Britain offered a public apology on Wednesday over its the murky role of its security forces in the 1989 killing of a Belfast lawyer and pledged to publish a report into the extent of police and army involvement in the attack.
The government appointed a leading human rights lawyer to review a mountain of secret evidence into the slaying of Patrick Finucane. The investigator, Desmond da Silva, is supposed to publish his findings by December next year.
“The government is deeply sorry for what happened,” British Secretary of State for Northern Ireland Owen Paterson told lawmakers in London.
Finucane’s family expressed fury that Britain had dismissed their long-held demand for a public investigation into the killing. Two members of a Protestant paramilitary group, the Ulster Defense Association, shot Finucane 14 times as he was eating a meal with his wife and three children in their home.
Finucane’s widow, Geraldine, called the decision “nothing less than an insult.”
She said her family’s lawyers should be permitted to peruse confidential British documents and question witnesses from Northern Ireland’s police, British Army intelligence unit and Britain’s domestic spy agency MI5.
“We are being asked to accept the result of a process from which we are completely excluded ... a shoddy, half-hearted alternative to a proper public inquiry,” said Mrs Finucane, who was herself shot and wounded in the 1989 attack.
However, Paterson said a fact-finding inquiry would be financially wasteful, too slow and unnecessary. He said that senior English police officer, Sir John Stevens, spent more than a decade probing the case. In 2003, Stevens concluded that police and army intelligence agents encouraged the targeting of Finucane and supplied guns to his killers.
Paterson said the bulk of Stevens’ evidence — 9,256 written statements, 10,391 documents exceeding 1 million pages, and 16,194 exhibits of potential evidence — has remained secret, but de Silva would be free to read it all and report its contents.
“The public now need to know the extent and nature of that collusion,” he said.
Paterson made his announcement a day after the Finucanes held a closed-door meeting with British Prime Minister David Cameron and Paterson in London.

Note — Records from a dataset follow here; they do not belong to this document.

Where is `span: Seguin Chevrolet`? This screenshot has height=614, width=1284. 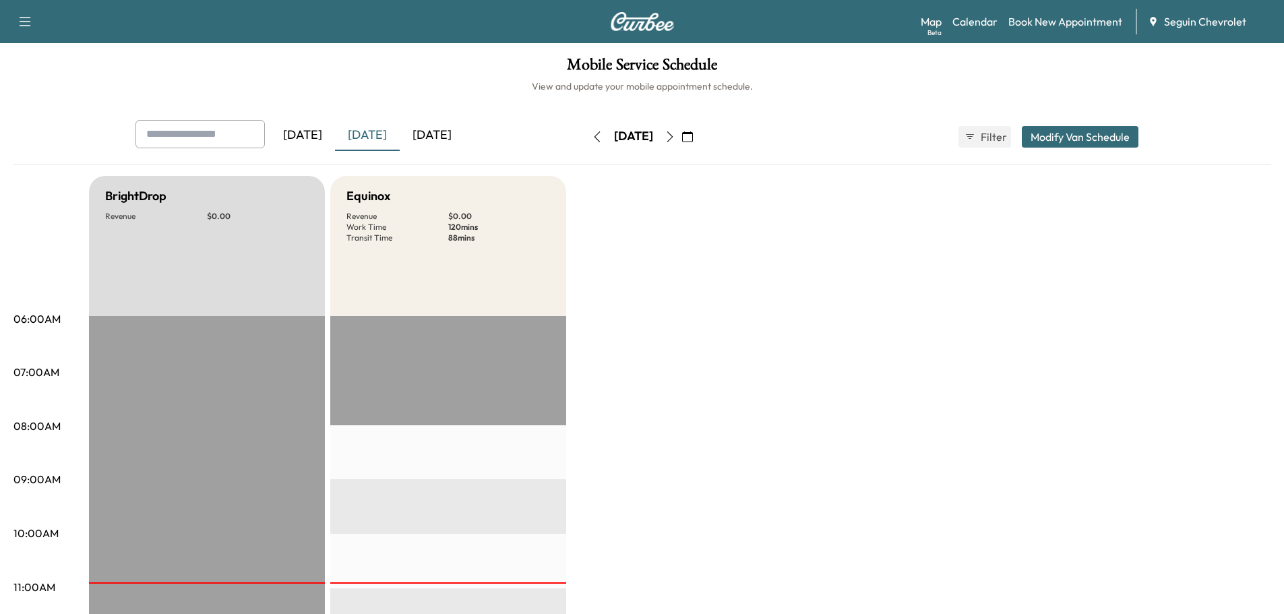
span: Seguin Chevrolet is located at coordinates (1205, 22).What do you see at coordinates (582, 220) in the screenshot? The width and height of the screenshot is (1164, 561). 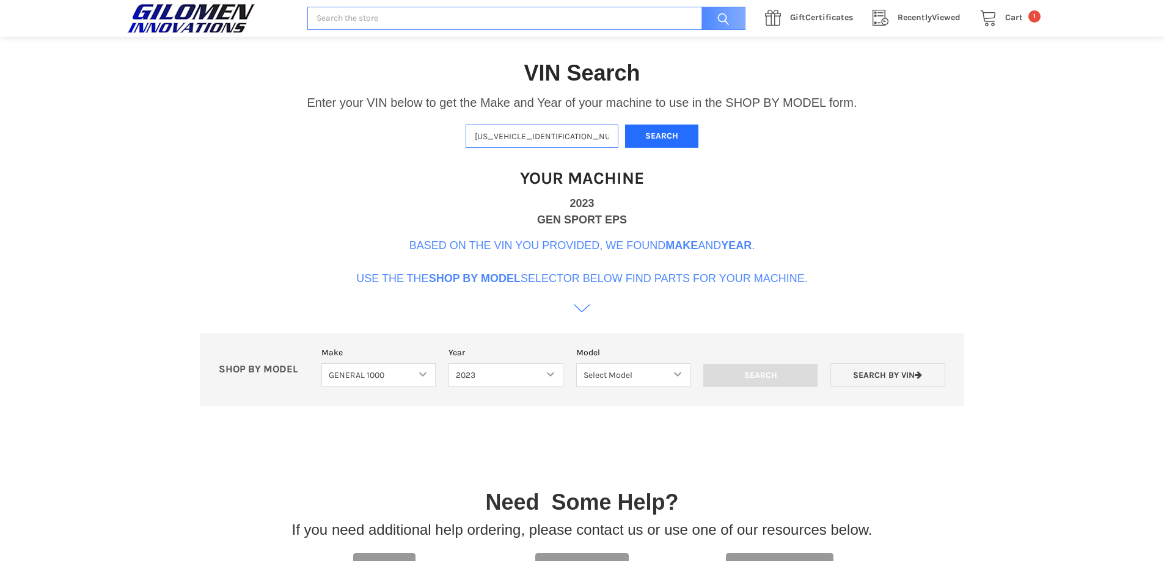 I see `div: GEN SPORT EPS` at bounding box center [582, 220].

De Silva, 71, did not comment. He is currently on a UN panel investigating Israel’s use of force against Gaza-bound ships last year. He has also overseen UN war crimes investigations in Sierra Leone and Liberia.
Paterson said de Silva would re-interview senior former security officials, pore over the Stevens archive and “produce a full public account. Details in papers and statements that have been kept secret for decades will finally be exposed.”

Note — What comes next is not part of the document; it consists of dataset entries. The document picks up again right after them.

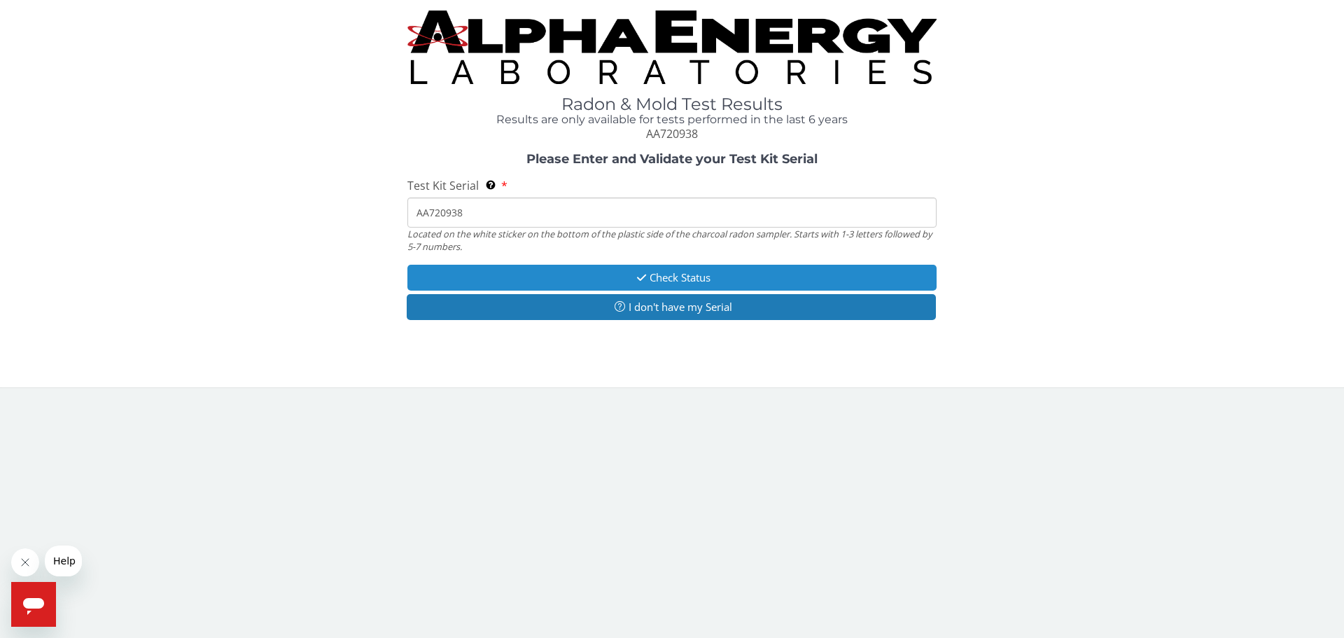 The image size is (1344, 638). I want to click on button: Check Status, so click(672, 277).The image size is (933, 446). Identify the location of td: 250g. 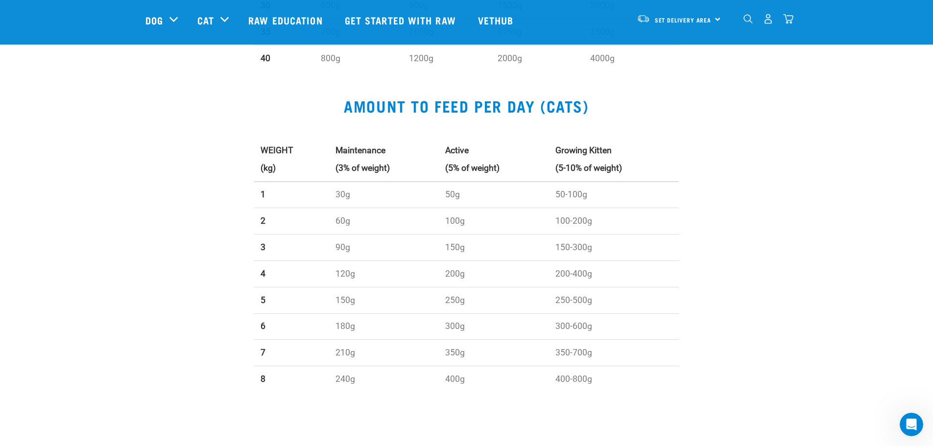
(494, 300).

At the time, the Ulster Defence Association (UDA) said it killed Finucane because of his high-profile defense of Irish Republican Army (IRA) clients and because the UDA believed he was an IRA member too. Three of Finuane’s brothers were IRA members, but Stevens said he found no evidence that Patrick Finucane was in the underground organization.
The IRA spent three decades shooting and bombing in the hope of forcing Northern Ireland out of the United Kingdom. Militants within Northern Ireland’s Protestant majority attacked Catholics in a bid to terrorize the Catholic community.
Both paramilitary camps announced ceasefires in the mid-1990s to permit peace talks that produced the Good Friday peace accord of 1998 and, ultimately, a stable Catholic-Protestant government for Northern Ireland. However, the question of British state involvement in the Protestant side’s bloodshed remains a point of bitter contention. Finucane’s case has the highest profile internationally because of his status as a lawyer.